Psychasthenia: Hyper or hypo irritability, especially of the psychic sphere (using the term irritability in the biological sense of response to extrinsic or intrinsic stimuli) characterized by excessive or exaggerated responses to normal every-day stimuli and especially to the psychogenic stimuli involving the emotional sphere (an emotion being the consciousness of certain hereditary reflexes taking place within us--supposedly involving the internal secretory glands and the related vegetative [autonomic] nervous system. Dominant symptoms--phobias, sense of inadequacy, anxiety, fear in general.

Neurasthenia: Hyper or hypo irritability, especially of the sensori-motor or the vegetative nervous systems or both, characterized in the former especially by fatigability and in the latter by more or less violent dysfunction of the various organs which are administered by the vegetative system. The lowered tone of the psychic sphere in these cases my be described qualitatively in terms of fatigue. Dominant symptom--fatigability.

Hysteria: Hyper or hypo irritability of the psychic and sensory motor spheres with dysfunctions in these spheres, characterized by abnormal psychogenic dissociations and associations. Freud writes, "The characteristic factor of hysteria is to convert the psychic into the physical." [Babinksi says,] "A phenomenon is hysterical when it can be produced through suggestion and cured by persuasion."

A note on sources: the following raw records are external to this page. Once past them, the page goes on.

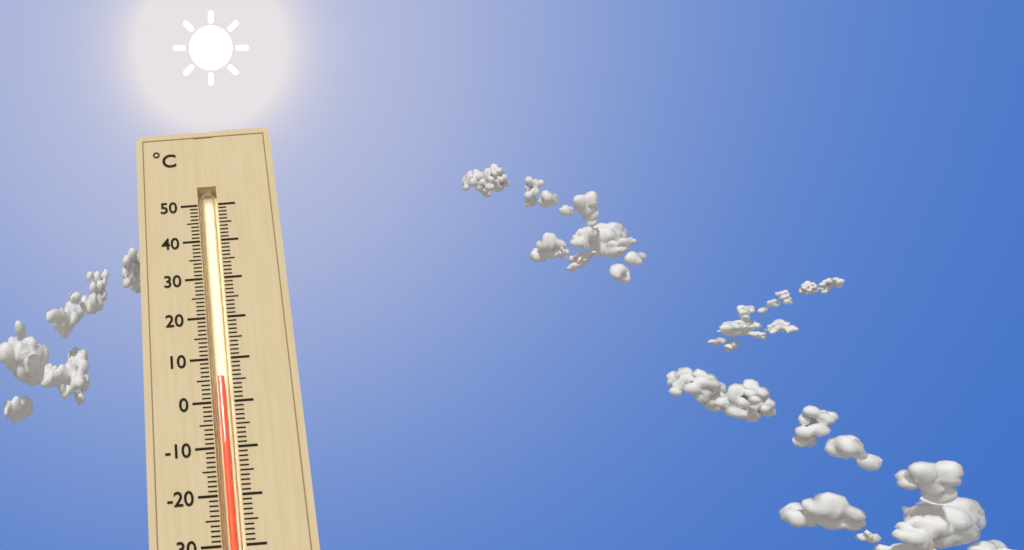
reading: 6 °C
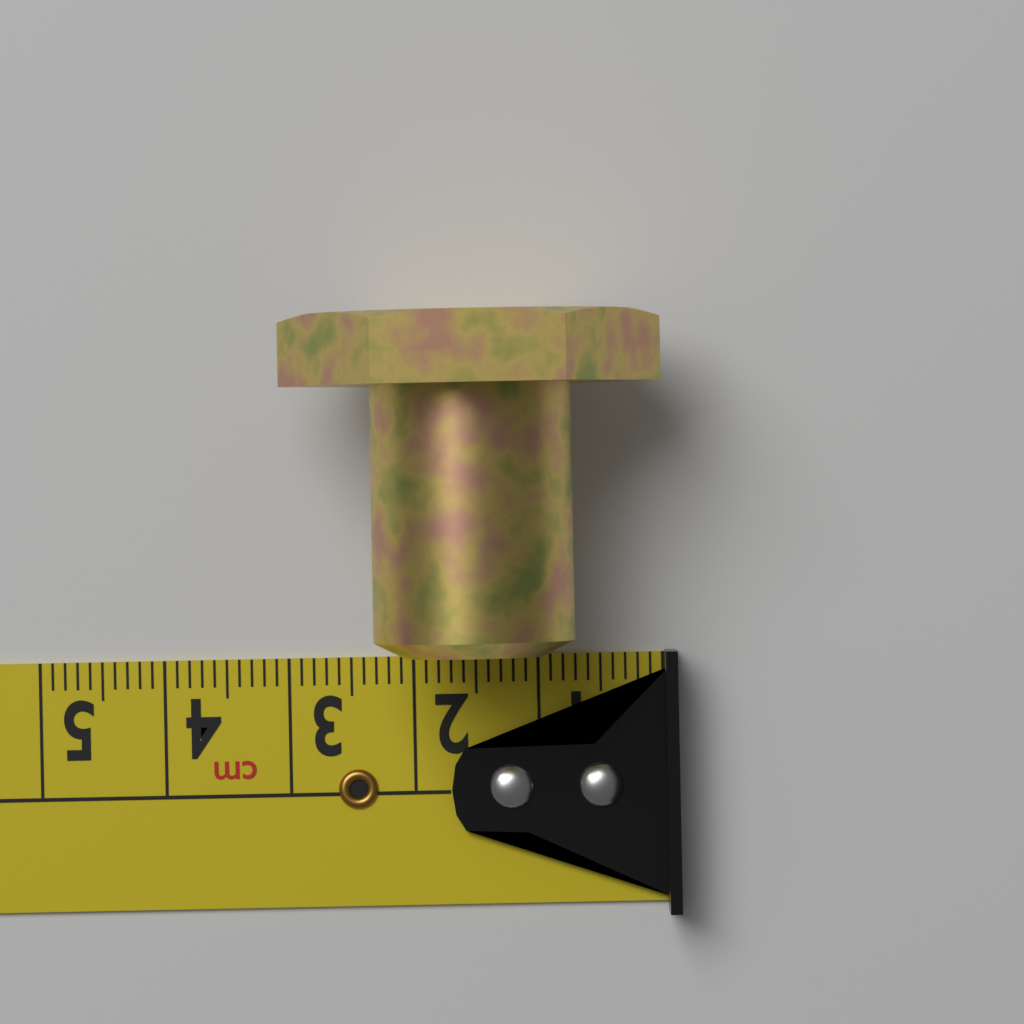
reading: 3.0 cm
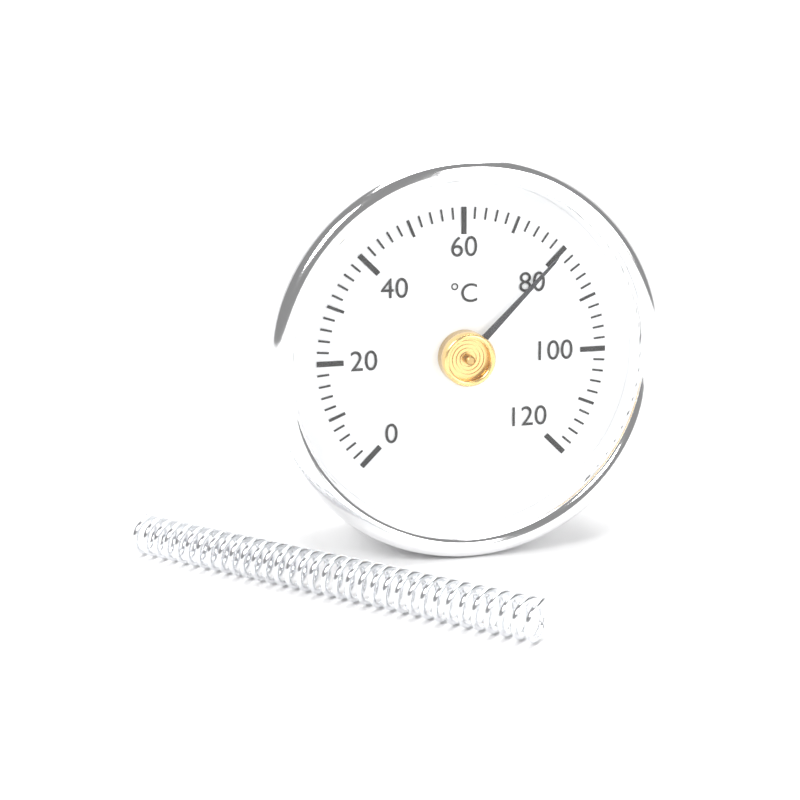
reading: 80 °C
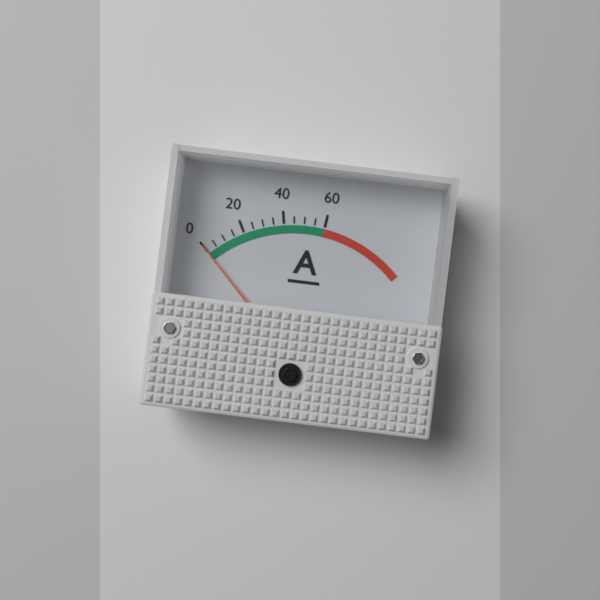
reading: 0 A
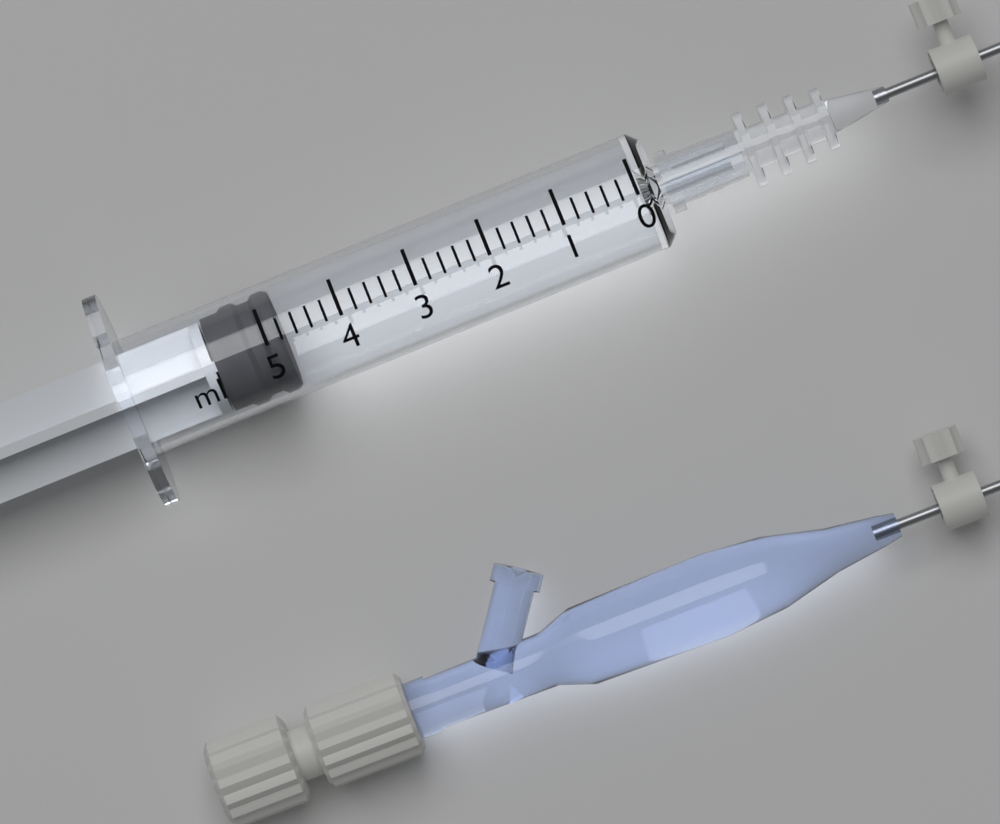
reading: 4.8 ml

There are normal as well as abnormal psychogenic dissociations that are constantly made us of, e.g., when a microscopist examines his specimen he may keep both eyes open and yet consciously see but one field--the stage of his microscope. He consciously or unconsciously dissociates on field of vision. The same thing happens when the expert wing shot shoots with both eyes open--as he sights along the gun barrel he at once dissociates all his visual fields, except what is really an almost tubular field that takes in his bird. One can readily conceive of a normal becoming an abnormal or pathological process--either in the sensory and motor spheres or both [cf. Lobaczewski on conversive phenomena].

--

From what I can tell, it looks like neurasthenia is more body-centric (headaches, fatigue, neuralgia), while psychasthenia is more mental encompassing phobias, obsessions, compulsions, etc.
 
Re: Book Excerpts: K. Dabrowski's \

Just want to give everyone a heads up that Dabrowski's book, Personality-Shaping, is back in print!

See the announcement here: http://cassiopaea.org/forum/index.php/topic,38627.0.html

And the Amazon link: http://www.amazon.com/Personality-Shaping-Positive-Disintegration-Kazimierz-Dabrowski/dp/069242749X/
 
Re: Book Excerpts: K. Dabrowski's \

Thanks for the link AI, I've just purchased the kindle version from Amazon Australia. Looking forward to reading it, hopefully in the not too distant future.